I'm Bill I don't comment my code (except complex parts), instead I try to make code clear, including using proper variable and function names and try to keep functions short. I don't think I ever got lost in my own code in my 20+ years of experience. Even got complements about it.

The programming language is meant for humans to read/write, if you need to put comments to understand your code then your code sucks.

[–] [email protected] 31 points 9 months ago

Commenting is an art. Too much and it is outright misleading after the first hotfix. Too little and only the original developer can maintain it

But uncommented code is a dick move. And, more importantly, it means you can't punt bug fixes to the intern

[–] [email protected] 17 points 9 months ago

Use comments to describe the philisophy of the code, the why.

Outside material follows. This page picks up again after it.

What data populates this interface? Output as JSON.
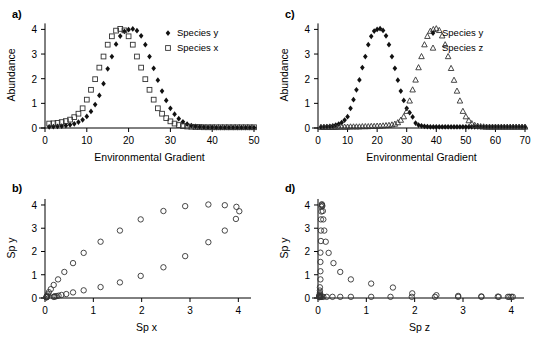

And any non obvious extended relationships. Risk. Etc.

Comments on function are typically a waste of space.

[–] [email protected] 10 points 9 months ago

When writing basic business code, structuring the code well and having good naming standards means you shouldn't need a ton of comments, but you should still have some. Plus, using structured function content blocks gives you intellisense in some languages and IDEs, which is important for code reuse in teams.

However, when I was doing scientific programming I'd have comments for almost every line at times where I put the mathematical formula and operations the line represents. Implementing a convolution neutral network with parameters to dynamically scale the layers or MPI stochastic simulations is much different than writing CRUD functions or basic business logic.

[–] [email protected] 2 points 9 months ago

I think that makes you Phil, not Bill. Thanks for the good work you do Phil.